Georgette Heyer is most well-known for creating a genre - the Regency Romance. Her Regencies are impeccably researched and sparklingly witty, so much so that they spawned legions of imitators.
She also wrote several modern-day novels. This is the first 'modern' Heyer I've read. It's a love story set shortly after the first World War (pub date: 1930). Laura and Hugh, two Britons, meet and fall in love in France. She's thirty-years-old Briton from a respectable bourgeois family; he's the slightly spoiled nephew of a Baron. Their class differences concern Laura but Hugh convinces her to marry him.
After an idyllic honeymoon, eventually they must go back to Britain; to Hugh's 'smart set' and Laura's dismayingly stultifying family members. The class conflict is both old-fashioned and very un-American; I'm not sure whether Hugh was supposed to come off as quite so much of an ass. He can't stand her family - why? I don't know, but it 'just won't do'. Laura conversely can't enter into the interests of Hugh's life, riding and hunting (aside: what an ass). She's concerned when they run into debt and this irritates him (ibid). She doesn't get along with his friends, who are over-educated snobs (see above).
The great weakness of the book is that the conflict is not entirely class or education-based. Heyer seems to conflate class and intelligence. The problem isn't that Laura holds the coffee-pot wrong (<---not kidding), it's that she's stupid. She doesn't get people's jokes. She can't make conversation. She's boring. That's not the same thing as being middle-class. It kills the premise. This isn't a love doomed by social inequity; it's a love doomed by mental inequity. I just can't have much patience with a heroine who initially is portrayed as sensitive and principled, but six months later can't find anything to do while her husband isn't at home.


§ **TASK STATEMENT**
Every entry is to be written out word for word.
··· DATA TO EXAMINE ···
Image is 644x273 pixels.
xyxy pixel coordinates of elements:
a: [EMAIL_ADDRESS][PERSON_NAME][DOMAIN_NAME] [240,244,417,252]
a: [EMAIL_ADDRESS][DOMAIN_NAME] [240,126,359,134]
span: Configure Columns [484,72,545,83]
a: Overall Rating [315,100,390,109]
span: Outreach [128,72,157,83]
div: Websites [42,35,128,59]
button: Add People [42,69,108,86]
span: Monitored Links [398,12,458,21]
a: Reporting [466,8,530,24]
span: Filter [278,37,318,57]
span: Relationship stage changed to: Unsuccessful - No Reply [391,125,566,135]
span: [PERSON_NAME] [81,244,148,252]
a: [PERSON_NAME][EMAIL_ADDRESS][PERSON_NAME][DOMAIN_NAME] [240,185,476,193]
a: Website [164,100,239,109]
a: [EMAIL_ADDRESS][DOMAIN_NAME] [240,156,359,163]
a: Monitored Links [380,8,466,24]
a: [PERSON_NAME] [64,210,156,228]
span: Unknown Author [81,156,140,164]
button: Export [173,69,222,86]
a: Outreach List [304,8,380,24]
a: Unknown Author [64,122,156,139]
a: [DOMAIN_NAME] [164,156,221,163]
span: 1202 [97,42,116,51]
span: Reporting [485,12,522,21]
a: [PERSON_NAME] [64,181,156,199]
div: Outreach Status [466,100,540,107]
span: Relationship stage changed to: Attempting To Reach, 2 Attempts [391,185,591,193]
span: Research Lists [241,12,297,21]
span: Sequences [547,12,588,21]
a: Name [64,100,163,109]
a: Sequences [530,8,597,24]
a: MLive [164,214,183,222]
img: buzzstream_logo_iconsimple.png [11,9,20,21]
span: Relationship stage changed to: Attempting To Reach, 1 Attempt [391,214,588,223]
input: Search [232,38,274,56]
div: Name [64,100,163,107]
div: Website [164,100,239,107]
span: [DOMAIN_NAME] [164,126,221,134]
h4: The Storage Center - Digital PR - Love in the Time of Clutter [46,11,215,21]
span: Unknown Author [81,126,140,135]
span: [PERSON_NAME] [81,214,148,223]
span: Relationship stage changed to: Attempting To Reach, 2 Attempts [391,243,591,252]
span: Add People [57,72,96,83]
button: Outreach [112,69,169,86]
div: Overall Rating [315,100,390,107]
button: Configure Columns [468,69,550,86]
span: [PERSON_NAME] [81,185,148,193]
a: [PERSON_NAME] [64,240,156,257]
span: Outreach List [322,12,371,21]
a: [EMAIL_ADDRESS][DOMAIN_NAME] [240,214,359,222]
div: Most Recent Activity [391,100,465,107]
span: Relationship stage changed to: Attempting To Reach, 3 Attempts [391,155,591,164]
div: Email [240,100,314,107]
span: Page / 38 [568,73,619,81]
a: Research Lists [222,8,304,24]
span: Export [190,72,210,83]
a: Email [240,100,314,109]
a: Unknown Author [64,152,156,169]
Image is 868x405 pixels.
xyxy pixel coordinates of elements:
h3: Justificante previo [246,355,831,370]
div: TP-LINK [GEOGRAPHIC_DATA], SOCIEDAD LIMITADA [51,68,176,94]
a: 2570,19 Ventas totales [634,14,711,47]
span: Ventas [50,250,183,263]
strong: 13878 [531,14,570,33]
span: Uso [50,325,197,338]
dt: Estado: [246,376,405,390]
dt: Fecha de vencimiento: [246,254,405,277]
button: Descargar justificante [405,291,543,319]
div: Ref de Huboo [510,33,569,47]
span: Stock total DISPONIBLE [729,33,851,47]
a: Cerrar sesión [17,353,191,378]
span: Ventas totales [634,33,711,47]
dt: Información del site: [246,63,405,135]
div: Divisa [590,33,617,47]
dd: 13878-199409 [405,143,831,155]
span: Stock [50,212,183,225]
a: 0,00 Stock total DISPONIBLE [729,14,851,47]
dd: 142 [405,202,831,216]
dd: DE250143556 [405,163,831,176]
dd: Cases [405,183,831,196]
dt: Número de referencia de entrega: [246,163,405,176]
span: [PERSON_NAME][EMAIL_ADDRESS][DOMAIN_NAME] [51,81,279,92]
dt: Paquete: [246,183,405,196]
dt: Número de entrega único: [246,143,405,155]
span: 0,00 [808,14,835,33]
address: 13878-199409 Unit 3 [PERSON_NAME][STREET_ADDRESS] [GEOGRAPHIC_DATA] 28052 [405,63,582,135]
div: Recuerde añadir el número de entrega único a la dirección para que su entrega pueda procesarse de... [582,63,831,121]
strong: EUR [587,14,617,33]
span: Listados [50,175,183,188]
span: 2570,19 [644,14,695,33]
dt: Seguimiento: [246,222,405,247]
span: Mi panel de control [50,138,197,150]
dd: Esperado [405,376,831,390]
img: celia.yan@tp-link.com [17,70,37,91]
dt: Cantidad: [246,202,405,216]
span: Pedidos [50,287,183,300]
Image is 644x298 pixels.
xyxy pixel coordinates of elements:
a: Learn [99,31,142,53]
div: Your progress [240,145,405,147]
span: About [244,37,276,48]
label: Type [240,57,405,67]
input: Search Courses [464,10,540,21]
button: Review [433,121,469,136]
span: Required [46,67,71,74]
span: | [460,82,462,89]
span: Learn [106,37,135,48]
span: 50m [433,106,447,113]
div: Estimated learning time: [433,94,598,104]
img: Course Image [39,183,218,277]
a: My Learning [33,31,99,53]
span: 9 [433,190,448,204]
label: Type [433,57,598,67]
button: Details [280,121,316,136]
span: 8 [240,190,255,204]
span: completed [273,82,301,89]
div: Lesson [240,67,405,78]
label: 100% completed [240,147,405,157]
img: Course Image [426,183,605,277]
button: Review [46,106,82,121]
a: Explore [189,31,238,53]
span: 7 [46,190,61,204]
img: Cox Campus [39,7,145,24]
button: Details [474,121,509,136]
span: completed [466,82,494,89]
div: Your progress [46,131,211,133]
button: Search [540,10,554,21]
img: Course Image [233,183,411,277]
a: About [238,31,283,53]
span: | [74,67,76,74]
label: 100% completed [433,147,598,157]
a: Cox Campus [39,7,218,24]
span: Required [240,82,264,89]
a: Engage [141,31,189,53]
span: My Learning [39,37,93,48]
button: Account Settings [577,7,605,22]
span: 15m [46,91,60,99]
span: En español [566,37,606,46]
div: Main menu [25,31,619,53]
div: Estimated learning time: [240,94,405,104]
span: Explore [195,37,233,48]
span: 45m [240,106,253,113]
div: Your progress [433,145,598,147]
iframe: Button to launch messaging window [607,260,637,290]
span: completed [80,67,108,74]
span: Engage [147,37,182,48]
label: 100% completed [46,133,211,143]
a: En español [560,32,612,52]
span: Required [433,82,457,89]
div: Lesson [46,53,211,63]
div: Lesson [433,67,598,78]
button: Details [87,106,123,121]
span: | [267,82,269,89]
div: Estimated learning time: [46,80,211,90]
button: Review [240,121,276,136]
···
§ **SOLUTION TO THE PROBLEM**
Image is 644x273 pixels.
xyxy pixel coordinates of elements:
a: [EMAIL_ADDRESS][PERSON_NAME][DOMAIN_NAME] [240,244,417,252]
a: [EMAIL_ADDRESS][DOMAIN_NAME] [240,126,359,134]
span: Configure Columns [484,72,545,83]
a: Overall Rating [315,100,390,109]
span: Outreach [128,72,157,83]
div: Websites [42,35,128,59]
button: Add People [42,69,108,86]
span: Monitored Links [398,12,458,21]
a: Reporting [466,8,530,24]
span: Filter [278,37,318,57]
span: Relationship stage changed to: Unsuccessful - No Reply [391,125,566,135]
span: [PERSON_NAME] [81,244,148,252]
a: [PERSON_NAME][EMAIL_ADDRESS][PERSON_NAME][DOMAIN_NAME] [240,185,476,193]
a: Website [164,100,239,109]
a: [EMAIL_ADDRESS][DOMAIN_NAME] [240,156,359,163]
a: Monitored Links [380,8,466,24]
a: [PERSON_NAME] [64,210,156,228]
span: Unknown Author [81,156,140,164]
button: Export [173,69,222,86]
a: Outreach List [304,8,380,24]
a: Unknown Author [64,122,156,139]
a: [DOMAIN_NAME] [164,156,221,163]
span: 1202 [97,42,116,51]
span: Reporting [485,12,522,21]
a: [PERSON_NAME] [64,181,156,199]
div: Outreach Status [466,100,540,107]
span: Relationship stage changed to: Attempting To Reach, 2 Attempts [391,185,591,193]
span: Research Lists [241,12,297,21]
span: Sequences [547,12,588,21]
a: Name [64,100,163,109]
a: Sequences [530,8,597,24]
a: MLive [164,214,183,222]
img: buzzstream_logo_iconsimple.png [11,9,20,21]
span: Relationship stage changed to: Attempting To Reach, 1 Attempt [391,214,588,223]
input: Search [232,38,274,56]
div: Name [64,100,163,107]
div: Website [164,100,239,107]
span: [DOMAIN_NAME] [164,126,221,134]
h4: The Storage Center - Digital PR - Love in the Time of Clutter [46,11,215,21]
span: Unknown Author [81,126,140,135]
span: [PERSON_NAME] [81,214,148,223]
span: Relationship stage changed to: Attempting To Reach, 2 Attempts [391,243,591,252]
span: Add People [57,72,96,83]
button: Outreach [112,69,169,86]
div: Overall Rating [315,100,390,107]
button: Configure Columns [468,69,550,86]
span: [PERSON_NAME] [81,185,148,193]
a: [PERSON_NAME] [64,240,156,257]
span: Outreach List [322,12,371,21]
a: [EMAIL_ADDRESS][DOMAIN_NAME] [240,214,359,222]
div: Most Recent Activity [391,100,465,107]
span: Relationship stage changed to: Attempting To Reach, 3 Attempts [391,155,591,164]
div: Email [240,100,314,107]
span: Page / 38 [568,73,619,81]
a: Research Lists [222,8,304,24]
span: Export [190,72,210,83]
a: Email [240,100,314,109]
a: Unknown Author [64,152,156,169]
Image is 868x405 pixels.
xyxy pixel coordinates of elements:
h3: Justificante previo [246,355,831,370]
div: TP-LINK [GEOGRAPHIC_DATA], SOCIEDAD LIMITADA [51,68,176,94]
a: 2570,19 Ventas totales [634,14,711,47]
span: Ventas [50,250,183,263]
strong: 13878 [531,14,570,33]
span: Uso [50,325,197,338]
dt: Estado: [246,376,405,390]
dt: Fecha de vencimiento: [246,254,405,277]
button: Descargar justificante [405,291,543,319]
div: Ref de Huboo [510,33,569,47]
span: Stock total DISPONIBLE [729,33,851,47]
a: Cerrar sesión [17,353,191,378]
span: Ventas totales [634,33,711,47]
dt: Información del site: [246,63,405,135]
div: Divisa [590,33,617,47]
dd: 13878-199409 [405,143,831,155]
span: Stock [50,212,183,225]
a: 0,00 Stock total DISPONIBLE [729,14,851,47]
dd: 142 [405,202,831,216]
dd: DE250143556 [405,163,831,176]
dd: Cases [405,183,831,196]
dt: Número de referencia de entrega: [246,163,405,176]
span: [PERSON_NAME][EMAIL_ADDRESS][DOMAIN_NAME] [51,81,279,92]
dt: Paquete: [246,183,405,196]
dt: Número de entrega único: [246,143,405,155]
span: 0,00 [808,14,835,33]
address: 13878-199409 Unit 3 [PERSON_NAME][STREET_ADDRESS] [GEOGRAPHIC_DATA] 28052 [405,63,582,135]
div: Recuerde añadir el número de entrega único a la dirección para que su entrega pueda procesarse de... [582,63,831,121]
strong: EUR [587,14,617,33]
span: Listados [50,175,183,188]
span: 2570,19 [644,14,695,33]
dt: Seguimiento: [246,222,405,247]
span: Mi panel de control [50,138,197,150]
dd: Esperado [405,376,831,390]
img: celia.yan@tp-link.com [17,70,37,91]
dt: Cantidad: [246,202,405,216]
span: Pedidos [50,287,183,300]
Image is 644x298 pixels.
xyxy pixel coordinates of elements:
a: Learn [99,31,142,53]
div: Your progress [240,145,405,147]
span: About [244,37,276,48]
label: Type [240,57,405,67]
input: Search Courses [464,10,540,21]
button: Review [433,121,469,136]
span: Required [46,67,71,74]
span: | [460,82,462,89]
span: Learn [106,37,135,48]
span: 50m [433,106,447,113]
div: Estimated learning time: [433,94,598,104]
img: Course Image [39,183,218,277]
a: My Learning [33,31,99,53]
span: 9 [433,190,448,204]
label: Type [433,57,598,67]
button: Details [280,121,316,136]
span: 8 [240,190,255,204]
span: completed [273,82,301,89]
div: Lesson [240,67,405,78]
label: 100% completed [240,147,405,157]
img: Course Image [426,183,605,277]
button: Review [46,106,82,121]
a: Explore [189,31,238,53]
span: 7 [46,190,61,204]
img: Cox Campus [39,7,145,24]
button: Details [474,121,509,136]
span: completed [466,82,494,89]
div: Your progress [46,131,211,133]
button: Search [540,10,554,21]
img: Course Image [233,183,411,277]
a: About [238,31,283,53]
span: | [74,67,76,74]
label: 100% completed [433,147,598,157]
a: Cox Campus [39,7,218,24]
span: Required [240,82,264,89]
a: Engage [141,31,189,53]
span: My Learning [39,37,93,48]
button: Account Settings [577,7,605,22]
span: 15m [46,91,60,99]
span: En español [566,37,606,46]
div: Main menu [25,31,619,53]
div: Estimated learning time: [240,94,405,104]
span: Explore [195,37,233,48]
span: 45m [240,106,253,113]
div: Your progress [433,145,598,147]
iframe: Button to launch messaging window [607,260,637,290]
span: completed [80,67,108,74]
span: Engage [147,37,182,48]
label: 100% completed [46,133,211,143]
a: En español [560,32,612,52]
span: Required [433,82,457,89]
div: Lesson [46,53,211,63]
div: Lesson [433,67,598,78]
button: Details [87,106,123,121]
span: | [267,82,269,89]
div: Estimated learning time: [46,80,211,90]
button: Review [240,121,276,136]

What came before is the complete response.